LN: Schools teach chess to boost pupils’ logical thinking

ČTK |
9 October 2013

Prague, Oct 8 (CTK) – Some schools in the Czech Republic have joined the Chess to Schools project and introduced chess lessons as a compulsory subject to improve pupils’ logical thinking and concentration skills, daily Lidove noviny (LN) writes yesterday.

“We started teaching our first graders chess last school year. As it proved good, we’ve introduced the lessons for second graders as well now,” Jiri John, teacher from the elementary school in Bila Tremesna, east Bohemia, is quoted as saying.

A total of 23 Czech elementary schools teach chess now, some as a compulsory and some as an optional subject.

Expert studies have shown that chess not only improves children’s logical thinking and concentration capability but also helps them cope with other school subjects better, LN writes.

If the Chess to Schools project proves itself, chess may become a common part of school education in the Czech Republic.

The kids who learn the basic rules of chess in kindergarten or in the first grade have better school results and also acquire important social habits, surveys have shown.

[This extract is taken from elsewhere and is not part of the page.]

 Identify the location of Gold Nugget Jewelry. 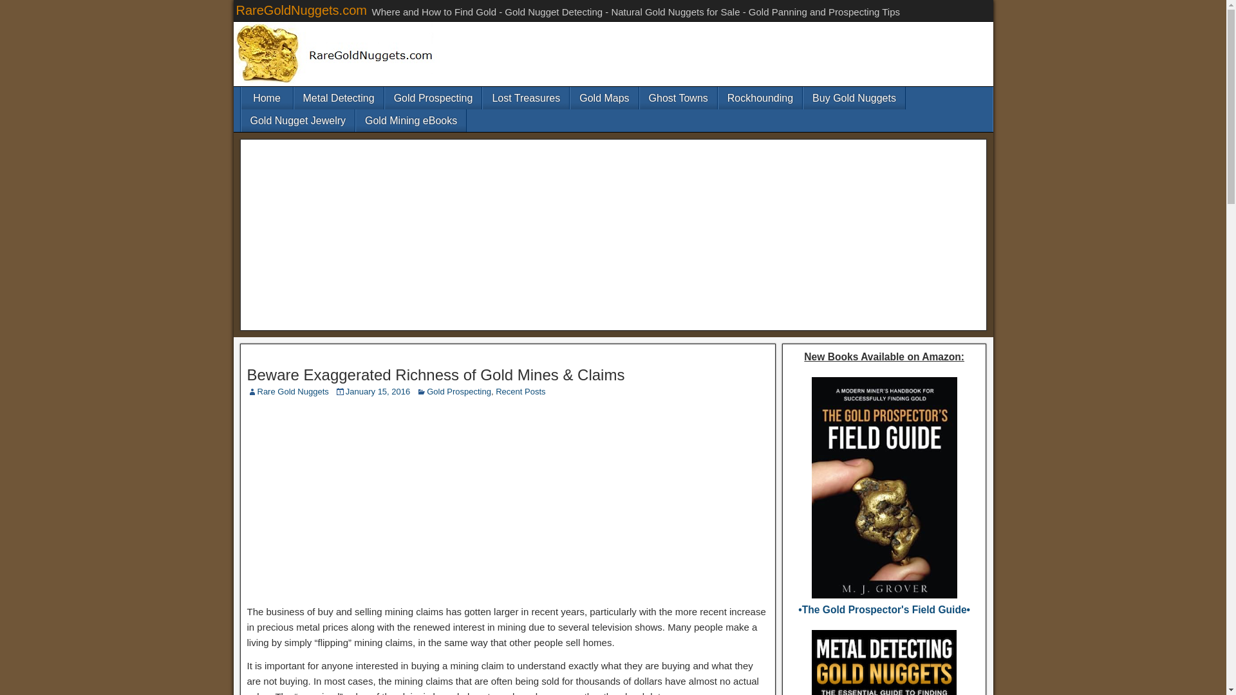
(297, 120).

This also applies to children who are otherwise viewed as hyperactive and unadaptable and who are not expected to seek higher than elementary education.

Also owing to chess, a number of them can continue their studies at a high school or an apprentice center, LN says.

Positive effects of chess on the development of a child’s personality and school results have been confirmed by numerous foreign studies since the 1980s.

In Venezuela, chess was introduced as a compulsory school subject as early as 1989, LN writes.

A test of chess lessons’ effect on children’s intellect was also carried out by the Beskydy Chess School in Frydek-Mistek, a north Moravian town where chess is especially popular and where over 200 children play chess in kindergartens alone.

Experts compared two groups of pre-school kids, chess players and non-players with a similar intellectual level and living in similar social conditions.

The survey showed that the small chess players did better in all types of tests, mainly in tests focusing on logical operations, chronological sequence and concentration skills, the school head Pavel Benco told LN.

Martin Kubala, former Czech international chess champion and one of the Chess to Schools project organisers, emphasises that chess players not only have to think logically and analyse variants and strategies, but they also have to anticipate the rival’s decision and put themselves in the rival’s thinking.

This skill can be used in everyday life, in inter-personal relations, Kubala points out.

Moreover, chess enhances children and adults’ capability of making decisions and bearing responsibility for them, Kubala says.

The question of whether chess will be introduced as a school subject across the Czech Republic, like in Venezuela, Armenia and some regions of Britain, the USA, Italy, Germany, Austria and Spain, remains open, the daily writes.

“Chess is a game that can desirably develop the logical thinking of kids, but as a leisure time activity rather [than a compulsory subject],” Education Ministry spokesman Marek Zeman told the paper.

A possible change of the ministry’s opinion will much depend on the results to be reported by the schools participating in the Chess to Schools project, LN concludes.